A name is not a definition. Artificial selection is a subset of natural selection. Humans are natural components of the environment for the thing being selected.
With no definition for "Not natural", you render the word "Natural" essentially meaningless- turning it into a "valid" adjective encompassing everything.
Which, for reasons that should be obvious, makes it problematic as a word for promoting certain types of food. Since humans are components of the ecosystem, twinkies are technically "natural", right?
"Natural" has more than one definition, dependent on its context. In some definitions of the word "natural", yes, twinkies are technically natural. In the more colloquial senses they are not. I prefer the more technical sense: since humans are derived from nature, they are natural, hence anything they do is natural. Unless you subscribe to some sort of man/nature metaphysical duality I don't see how you can argue that humans are not natural.
Twinkies are made from the same atoms as everything else. A glucose molecule assembled by a hypothetical atom arranger is indistinguishable from one synthesized in an organism. Twinkies are ultimately derived from nature, just as humans are ultimately derived from nature. Twinkies are a result of the congruence of multiple ideas that have evolved by natural selection. Among others, the ideas of refining and processing the chemical products of plants and animals, and how to make a twinkie-like baked good. Twinkies did not spontaneously appear in a vacuum.
Regardless of the words we use, the core idea of what we term "artificial selection" is a subset of the core idea of what we term "natural selection".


AIM OF THE EXERCISE –
The data below calls for an exact copy.

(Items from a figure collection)
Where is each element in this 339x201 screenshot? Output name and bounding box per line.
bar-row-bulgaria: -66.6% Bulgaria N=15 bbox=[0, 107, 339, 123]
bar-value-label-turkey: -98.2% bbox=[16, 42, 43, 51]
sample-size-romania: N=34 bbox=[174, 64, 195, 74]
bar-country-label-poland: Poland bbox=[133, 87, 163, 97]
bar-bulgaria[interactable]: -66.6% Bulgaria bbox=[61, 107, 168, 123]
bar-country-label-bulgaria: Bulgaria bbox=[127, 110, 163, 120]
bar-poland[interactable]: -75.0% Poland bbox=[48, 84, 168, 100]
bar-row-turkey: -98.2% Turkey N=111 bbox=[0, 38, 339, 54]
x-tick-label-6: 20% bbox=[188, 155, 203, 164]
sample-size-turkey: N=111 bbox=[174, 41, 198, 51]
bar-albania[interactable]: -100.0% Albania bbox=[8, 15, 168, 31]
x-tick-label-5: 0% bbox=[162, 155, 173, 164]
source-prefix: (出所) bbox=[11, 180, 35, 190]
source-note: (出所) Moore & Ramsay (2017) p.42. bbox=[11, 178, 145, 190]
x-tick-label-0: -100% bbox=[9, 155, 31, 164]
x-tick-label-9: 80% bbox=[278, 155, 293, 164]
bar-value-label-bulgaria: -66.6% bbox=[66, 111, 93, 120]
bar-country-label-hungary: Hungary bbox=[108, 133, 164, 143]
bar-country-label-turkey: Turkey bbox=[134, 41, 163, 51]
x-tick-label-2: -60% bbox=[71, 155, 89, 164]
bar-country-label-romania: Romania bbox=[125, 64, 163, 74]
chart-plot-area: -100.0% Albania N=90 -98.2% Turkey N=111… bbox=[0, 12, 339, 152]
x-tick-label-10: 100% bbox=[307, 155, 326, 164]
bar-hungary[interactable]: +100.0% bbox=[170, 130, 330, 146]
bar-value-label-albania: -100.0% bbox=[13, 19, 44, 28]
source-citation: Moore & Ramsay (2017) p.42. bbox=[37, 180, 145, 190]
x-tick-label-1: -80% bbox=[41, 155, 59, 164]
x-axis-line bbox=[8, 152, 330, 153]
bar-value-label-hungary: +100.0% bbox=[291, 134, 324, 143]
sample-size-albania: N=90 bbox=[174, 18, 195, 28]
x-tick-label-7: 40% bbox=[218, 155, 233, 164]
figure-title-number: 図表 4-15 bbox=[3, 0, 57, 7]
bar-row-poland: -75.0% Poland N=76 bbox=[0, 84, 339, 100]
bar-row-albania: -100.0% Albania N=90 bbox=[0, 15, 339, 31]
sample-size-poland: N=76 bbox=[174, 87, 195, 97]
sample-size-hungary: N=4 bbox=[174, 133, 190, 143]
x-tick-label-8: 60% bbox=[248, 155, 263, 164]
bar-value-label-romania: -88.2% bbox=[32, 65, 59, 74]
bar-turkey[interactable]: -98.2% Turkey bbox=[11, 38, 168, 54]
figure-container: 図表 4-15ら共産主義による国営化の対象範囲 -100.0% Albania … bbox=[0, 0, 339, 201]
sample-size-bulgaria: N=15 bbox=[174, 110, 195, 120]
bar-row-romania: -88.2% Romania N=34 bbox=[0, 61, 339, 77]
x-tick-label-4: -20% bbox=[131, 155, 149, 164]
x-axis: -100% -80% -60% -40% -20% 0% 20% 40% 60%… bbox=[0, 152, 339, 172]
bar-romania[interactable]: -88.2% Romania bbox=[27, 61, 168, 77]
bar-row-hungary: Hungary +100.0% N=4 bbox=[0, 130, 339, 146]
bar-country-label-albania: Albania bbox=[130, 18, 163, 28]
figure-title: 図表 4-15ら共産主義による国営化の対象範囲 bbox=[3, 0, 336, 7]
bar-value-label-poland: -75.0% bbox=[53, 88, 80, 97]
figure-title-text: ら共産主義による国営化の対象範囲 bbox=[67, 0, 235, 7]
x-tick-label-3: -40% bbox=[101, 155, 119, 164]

REPLY –
Where is each element in this 339x201 screenshot? Output name and bounding box per line.
bar-row-bulgaria: -66.6% Bulgaria N=15 bbox=[0, 107, 339, 123]
bar-value-label-turkey: -98.2% bbox=[16, 42, 43, 51]
sample-size-romania: N=34 bbox=[174, 64, 195, 74]
bar-country-label-poland: Poland bbox=[133, 87, 163, 97]
bar-bulgaria[interactable]: -66.6% Bulgaria bbox=[61, 107, 168, 123]
bar-country-label-bulgaria: Bulgaria bbox=[127, 110, 163, 120]
bar-poland[interactable]: -75.0% Poland bbox=[48, 84, 168, 100]
bar-row-turkey: -98.2% Turkey N=111 bbox=[0, 38, 339, 54]
x-tick-label-6: 20% bbox=[188, 155, 203, 164]
sample-size-turkey: N=111 bbox=[174, 41, 198, 51]
bar-albania[interactable]: -100.0% Albania bbox=[8, 15, 168, 31]
x-tick-label-5: 0% bbox=[162, 155, 173, 164]
source-prefix: (出所) bbox=[11, 180, 35, 190]
source-note: (出所) Moore & Ramsay (2017) p.42. bbox=[11, 178, 145, 190]
x-tick-label-0: -100% bbox=[9, 155, 31, 164]
x-tick-label-9: 80% bbox=[278, 155, 293, 164]
bar-value-label-bulgaria: -66.6% bbox=[66, 111, 93, 120]
bar-country-label-hungary: Hungary bbox=[108, 133, 164, 143]
bar-country-label-turkey: Turkey bbox=[134, 41, 163, 51]
x-tick-label-2: -60% bbox=[71, 155, 89, 164]
bar-country-label-romania: Romania bbox=[125, 64, 163, 74]
chart-plot-area: -100.0% Albania N=90 -98.2% Turkey N=111… bbox=[0, 12, 339, 152]
x-tick-label-10: 100% bbox=[307, 155, 326, 164]
bar-hungary[interactable]: +100.0% bbox=[170, 130, 330, 146]
bar-value-label-albania: -100.0% bbox=[13, 19, 44, 28]
source-citation: Moore & Ramsay (2017) p.42. bbox=[37, 180, 145, 190]
x-tick-label-1: -80% bbox=[41, 155, 59, 164]
x-axis-line bbox=[8, 152, 330, 153]
bar-value-label-hungary: +100.0% bbox=[291, 134, 324, 143]
sample-size-albania: N=90 bbox=[174, 18, 195, 28]
x-tick-label-7: 40% bbox=[218, 155, 233, 164]
figure-title-number: 図表 4-15 bbox=[3, 0, 57, 7]
bar-row-poland: -75.0% Poland N=76 bbox=[0, 84, 339, 100]
bar-row-albania: -100.0% Albania N=90 bbox=[0, 15, 339, 31]
sample-size-poland: N=76 bbox=[174, 87, 195, 97]
sample-size-hungary: N=4 bbox=[174, 133, 190, 143]
x-tick-label-8: 60% bbox=[248, 155, 263, 164]
bar-value-label-romania: -88.2% bbox=[32, 65, 59, 74]
bar-turkey[interactable]: -98.2% Turkey bbox=[11, 38, 168, 54]
figure-container: 図表 4-15ら共産主義による国営化の対象範囲 -100.0% Albania … bbox=[0, 0, 339, 201]
sample-size-bulgaria: N=15 bbox=[174, 110, 195, 120]
bar-row-romania: -88.2% Romania N=34 bbox=[0, 61, 339, 77]
x-tick-label-4: -20% bbox=[131, 155, 149, 164]
x-axis: -100% -80% -60% -40% -20% 0% 20% 40% 60%… bbox=[0, 152, 339, 172]
bar-romania[interactable]: -88.2% Romania bbox=[27, 61, 168, 77]
bar-row-hungary: Hungary +100.0% N=4 bbox=[0, 130, 339, 146]
bar-country-label-albania: Albania bbox=[130, 18, 163, 28]
figure-title: 図表 4-15ら共産主義による国営化の対象範囲 bbox=[3, 0, 336, 7]
bar-value-label-poland: -75.0% bbox=[53, 88, 80, 97]
figure-title-text: ら共産主義による国営化の対象範囲 bbox=[67, 0, 235, 7]
x-tick-label-3: -40% bbox=[101, 155, 119, 164]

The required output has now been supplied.